People who are strongly against religion tend to believe that there can be no purpose. The universe is determined from the start, the effect of one cause is the cause of the next effect, an endless chain of reaction like falling dominoes. Humans are powerless to stop this, because we are matter like all other matter, and follow the laws of matter. We are made of atoms, which follow quite simple rules. Therefore the same applies to us.

Conversely, those who are strongly in favor of religion tend to think that everything happens for a purpose, and this purpose is the reason why the things happened in the first place. The roof tile fell down to teach me a lesson. Since everything has a purpose, the cause is irrelevant: God is every cause, and studying laws of causality is a kind of blasphemy.

I believe these intense opinions come from a lack of understanding of the time axis.

The problem with them both is that they are contrary to observable reality. There can be no doubt that causes and purposes both exist, because we can directly observe them. Even if we manage to define one or the other out of existence, that does not change reality. It will be there despite our protests.

Think of water. It consists of hydrogen and oxygen, and without the both of them it would not exist. Remove all the hydrogen from the water and there is no water anymore. But that does not mean the properties of water are simply an average of the properties of hydrogen and oxygen. When things combine, at different levels we get changes that we call “emergent behavior”. Molecules are different from the atoms that make them, but cannot exist without them. Cells are different from the molecules that make up the cells, but cannot exist without them. And so on.  You cannot predict from an existing lower level what the property of the next level will be. It is not possible. Only when the combination has occurred can you say what it ended up being.

In the same way you cannot define purposes in terms of causes, but this does not mean there are events that have no cause. It is just that at a certain point it makes more sense to define the event by its purpose rather than by its causes, since the causes are no longer obvious but the purpose is. Again, compare this to insisting to talk about hydrogen and oxygen whenever we mention water. You don’t need to remind us what water is made of. At some point it makes more sense to focus on its properties as water, OK? And likewise the fact that water is thoroughly different from hydrogen and oxygen does not mean that it must necessarily be made from water atoms. It is a matter of what level or domain we look at.

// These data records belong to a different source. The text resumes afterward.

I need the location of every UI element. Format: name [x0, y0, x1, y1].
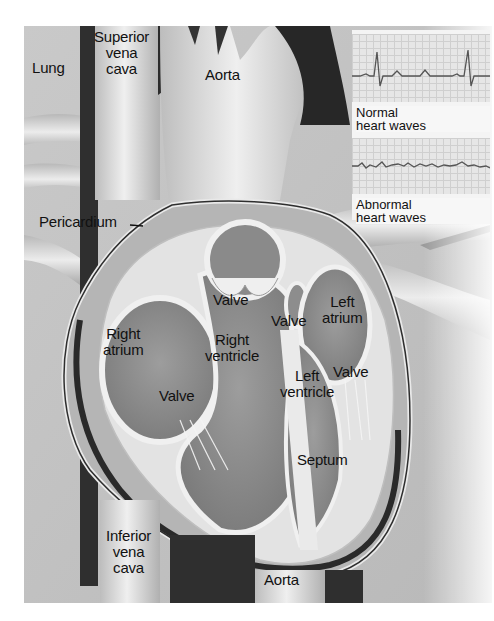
abnormal-ekg-grid — [352, 138, 490, 194]
normal-waves-caption: Normal heart waves — [356, 106, 490, 132]
label-lung: Lung — [32, 60, 65, 76]
label-right-atrium: Right atrium — [103, 326, 143, 358]
label-valve-mitral: Valve — [333, 364, 368, 380]
label-left-atrium: Left atrium — [322, 294, 362, 326]
label-aorta-top: Aorta — [205, 67, 240, 83]
abnormal-waves-caption: Abnormal heart waves — [356, 198, 490, 224]
label-right-ventricle: Right ventricle — [205, 332, 259, 364]
label-inferior-vena-cava: Inferior vena cava — [106, 528, 151, 576]
heart-wave-inset: Normal heart waves Abnormal heart waves — [352, 30, 490, 220]
label-valve-pulmonary: Valve — [213, 292, 248, 308]
label-valve-tricuspid: Valve — [159, 388, 194, 404]
abnormal-ekg-trace — [352, 138, 490, 194]
label-aorta-bottom: Aorta — [264, 572, 299, 588]
label-superior-vena-cava: Superior vena cava — [94, 29, 149, 77]
label-valve-aortic: Valve — [271, 313, 306, 329]
heart-diagram: Normal heart waves Abnormal heart waves … — [0, 0, 494, 621]
label-septum: Septum — [297, 452, 348, 468]
label-pericardium: Pericardium — [39, 214, 117, 230]
label-left-ventricle: Left ventricle — [280, 368, 334, 400]
normal-ekg-grid — [352, 34, 490, 102]
normal-ekg-trace — [352, 34, 490, 102]
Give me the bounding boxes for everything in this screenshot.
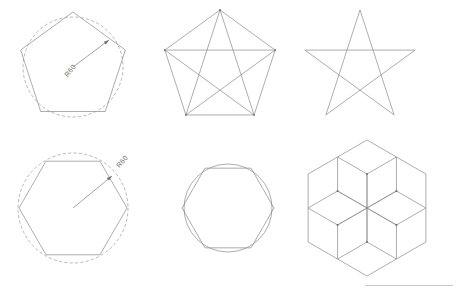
rosette-center-node bbox=[366, 241, 368, 243]
pentagon-diagonal bbox=[186, 50, 275, 115]
vertex-node bbox=[164, 49, 166, 51]
figure-hexagon-with-circle bbox=[170, 145, 295, 275]
pentagon-dimension-arrowhead bbox=[104, 40, 109, 44]
vertex-node bbox=[219, 9, 221, 11]
pentagon-diagonal bbox=[220, 10, 254, 115]
pentagram-outline bbox=[305, 10, 415, 115]
figure-pentagram-star bbox=[290, 0, 457, 140]
hexagon-dimension-leader-line bbox=[73, 176, 112, 208]
rosette-center-node bbox=[337, 190, 339, 192]
rosette-center-node bbox=[366, 173, 368, 175]
rosette-center-node bbox=[395, 224, 397, 226]
figure-hexagon-in-circle: R60 bbox=[0, 140, 160, 275]
inscribed-circle bbox=[184, 164, 272, 252]
pentagon-diagonal bbox=[186, 10, 220, 115]
pentagon-diagonal bbox=[165, 50, 254, 115]
hexagon-outline bbox=[182, 168, 274, 248]
figure-pentagon-with-diagonals bbox=[155, 0, 290, 140]
rosette-center-node bbox=[395, 190, 397, 192]
drawing-sheet: R60 R60 bbox=[0, 0, 457, 295]
figure-pentagon-in-circle: R60 bbox=[0, 0, 160, 140]
pentagon-outline bbox=[21, 12, 126, 112]
title-block-rule bbox=[365, 285, 453, 286]
figure-hexagon-rosette bbox=[290, 140, 457, 280]
vertex-node bbox=[185, 114, 187, 116]
pentagon-dimension-leader-line bbox=[73, 40, 109, 67]
hexagon-dimension-label: R60 bbox=[115, 154, 129, 169]
vertex-node bbox=[274, 49, 276, 51]
vertex-node bbox=[253, 114, 255, 116]
rosette-center-node bbox=[337, 224, 339, 226]
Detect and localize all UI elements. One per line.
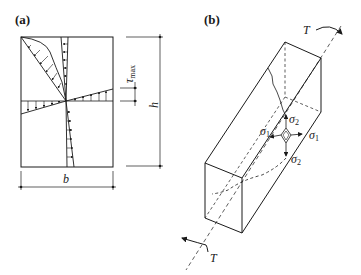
left-horizontal-stress — [21, 101, 66, 114]
torque-bottom-arrow-tail — [206, 245, 208, 252]
torque-bottom-arrow-icon — [182, 238, 206, 245]
width-dimension: b — [18, 171, 116, 190]
panel-b: (b) — [182, 12, 342, 270]
panel-b-label: (b) — [204, 12, 220, 27]
b-label: b — [63, 172, 69, 186]
torque-bottom-label: T — [210, 251, 218, 265]
tau-max-label: τmax — [122, 65, 137, 83]
top-vertical-stress — [61, 37, 68, 101]
corner-stress-distribution — [21, 37, 66, 101]
crack-path — [212, 68, 286, 194]
torque-top-arrow-icon — [316, 27, 342, 34]
h-label: h — [147, 102, 161, 108]
sigma1-left-label: σ1 — [260, 124, 270, 139]
panel-a: (a) — [15, 12, 163, 190]
bottom-vertical-stress — [66, 101, 74, 167]
torque-top-label: T — [303, 23, 311, 37]
tau-max-dimension: τmax — [120, 65, 137, 106]
sigma2-top-label: σ2 — [289, 112, 299, 127]
panel-a-label: (a) — [15, 12, 30, 27]
figure-canvas: (a) — [0, 0, 361, 275]
sigma2-bottom-label: σ2 — [291, 152, 301, 167]
right-horizontal-stress — [66, 89, 113, 101]
sigma1-right-label: σ1 — [309, 128, 319, 143]
height-dimension: h — [126, 34, 163, 169]
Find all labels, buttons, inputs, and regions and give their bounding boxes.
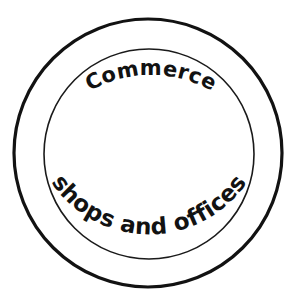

So if you have a mental mastery of time, and are able to look forward and backward, you will be able to seamlessly look at causes and purposes without getting needlessly confused. I wrote out some theological implications of this, but did not publish this. Religion has great power to wound or to heal; one like me should not wield it casually. But see if you can remember that the “reason for” an event can be a cause, a purpose, or both depending on who looks at it and from what perspective. Causes shove us forward from the past, purposes pull us toward our goals in the future.

3 thoughts on “Cause, reason, purpose

  1. This is a very good way of explaining the difference between causes and purposes! Not something most people think of, period, but the difference is quite large in actuality.

  2. I can thank my new acquaintances on Google+ for discovering that even intelligent humans don’t grasp this intuitively. I guess they have other things to think about, whatever it may be. ^_^

  3. I’d never have thought to clarify the difference between the two, but I think that I and mine understand the difference. Telling it as you did is where you have such an advantage over most people!